Showing posts with label corporate manslaughter. Show all posts
Showing posts with label corporate manslaughter. Show all posts

Saturday, November 17, 2012

Mass. AG: Time to fix corporate manslaughter law


Published: Saturday, November 17, 2012 at 10:58 a.m.
Last Modified: Saturday, November 17, 2012 at 10:58 a.m.
A nearly 200-year-old Massachusetts statute outlining the penalties for corporate manslaughter is being thrust into the spotlight again as lawmakers on Beacon Hill and in Congress wrestle with the fallout from a deadly meningitis outbreak linked to a local compounding pharmacy.
While the investigation into the Framingham-based New England Compounding Center is still ongoing and no charges have been brought, Massachusetts Attorney General Martha Coakley says the case helps illustrate the need to change the manslaughter law, which hasn't been updated since it was first signed into law by former Gov. John Brooks on February 19, 1819.
That law set a top penalty of $1,000.
"We understand that there is no amount of money that can compensate for the loss of an individual's life. However, $1,000 is a woefully inadequate penalty and not a meaningful deterrent," Coakley wrote this week in a letter to the Legislature's Committee on Public Health, which is looking into the meningitis outbreak.
Coakley wants the maximum fine for corporate manslaughter increased to $250,000, and has pushed legislation at the Statehouse that would make the change.
That legislation was originally filed in the wake of a ceiling panel collapse in the Big Dig in July 2006. The collapse killed Milena Del Valle, 39, of Boston, and injured her husband when their car was crushed as it traveled through the project's Interstate 90 connector tunnel.
Powers Fasteners, a New York company that marketed and distributed the epoxy anchor bolt system used in the tunnel, was indicted for manslaughter in August 2007 in connection with Del Valle's death but faced the maximum fine of just $1,000.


Exercise instructions = Among these entries, how many lines have the string "name" in them? Only the number is needed.

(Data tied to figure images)

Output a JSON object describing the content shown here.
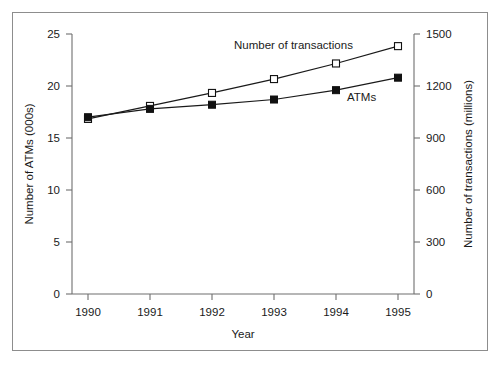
{
  "chart_data": {
    "type": "line",
    "title": "",
    "xlabel": "Year",
    "categories": [
      "1990",
      "1991",
      "1992",
      "1993",
      "1994",
      "1995"
    ],
    "grid": false,
    "legend_position": "inline-annotation",
    "axes": {
      "left": {
        "label": "Number of ATMs (000s)",
        "ticks": [
          "0",
          "5",
          "10",
          "15",
          "20",
          "25"
        ],
        "tick_values": [
          0,
          5,
          10,
          15,
          20,
          25
        ],
        "ylim": [
          0,
          25
        ]
      },
      "right": {
        "label": "Number of transactions (millions)",
        "ticks": [
          "0",
          "300",
          "600",
          "900",
          "1200",
          "1500"
        ],
        "tick_values": [
          0,
          300,
          600,
          900,
          1200,
          1500
        ],
        "ylim": [
          0,
          1500
        ]
      },
      "x": {
        "label": "Year",
        "ticks": [
          "1990",
          "1991",
          "1992",
          "1993",
          "1994",
          "1995"
        ]
      }
    },
    "series": [
      {
        "name": "ATMs",
        "annotation": "ATMs",
        "axis": "left",
        "marker": "filled-square",
        "values": [
          17.0,
          17.8,
          18.2,
          18.7,
          19.6,
          20.8
        ]
      },
      {
        "name": "Number of transactions",
        "annotation": "Number of transactions",
        "axis": "right",
        "marker": "open-square",
        "values": [
          1010,
          1085,
          1160,
          1240,
          1330,
          1430
        ]
      }
    ],
    "colors": {
      "line": "#1a1a1a",
      "axis": "#6f6f6f",
      "frame": "#8d8d8d",
      "background": "#ffffff"
    }
  },
  "annotations": {
    "transactions_label": "Number of transactions",
    "atms_label": "ATMs"
  }
}
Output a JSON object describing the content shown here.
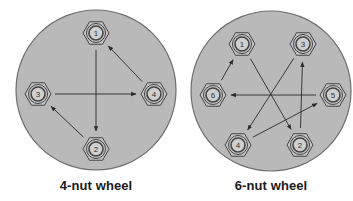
{
  "colors": {
    "wheel_fill": "#b9b9b9",
    "wheel_stroke": "#6e6e6e",
    "nut_fill": "#c4c4c4",
    "nut_stroke": "#444444",
    "arrow": "#2a2a2a",
    "label": "#1a1a1a"
  },
  "wheels": [
    {
      "id": "four-nut",
      "caption": "4-nut wheel",
      "center": [
        96,
        90
      ],
      "radius": 80,
      "nuts": [
        {
          "label": "1",
          "x": 96,
          "y": 33
        },
        {
          "label": "2",
          "x": 96,
          "y": 149
        },
        {
          "label": "3",
          "x": 38,
          "y": 94
        },
        {
          "label": "4",
          "x": 154,
          "y": 94
        }
      ],
      "sequence": [
        "1",
        "2",
        "3",
        "4",
        "1"
      ]
    },
    {
      "id": "six-nut",
      "caption": "6-nut wheel",
      "center": [
        271,
        91
      ],
      "radius": 80,
      "nuts": [
        {
          "label": "1",
          "x": 242,
          "y": 44
        },
        {
          "label": "2",
          "x": 300,
          "y": 145
        },
        {
          "label": "3",
          "x": 303,
          "y": 44
        },
        {
          "label": "4",
          "x": 238,
          "y": 145
        },
        {
          "label": "5",
          "x": 333,
          "y": 95
        },
        {
          "label": "6",
          "x": 213,
          "y": 95
        }
      ],
      "sequence": [
        "1",
        "2",
        "3",
        "4",
        "5",
        "6",
        "1"
      ]
    }
  ]
}
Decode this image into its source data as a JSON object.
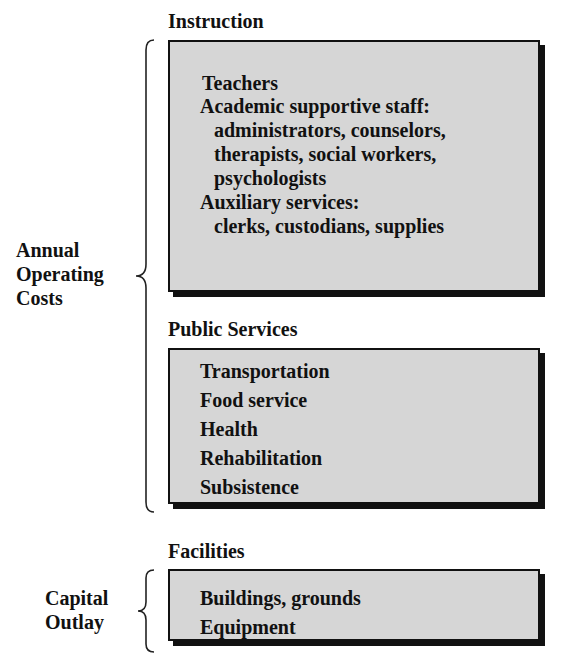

Exercise result = 2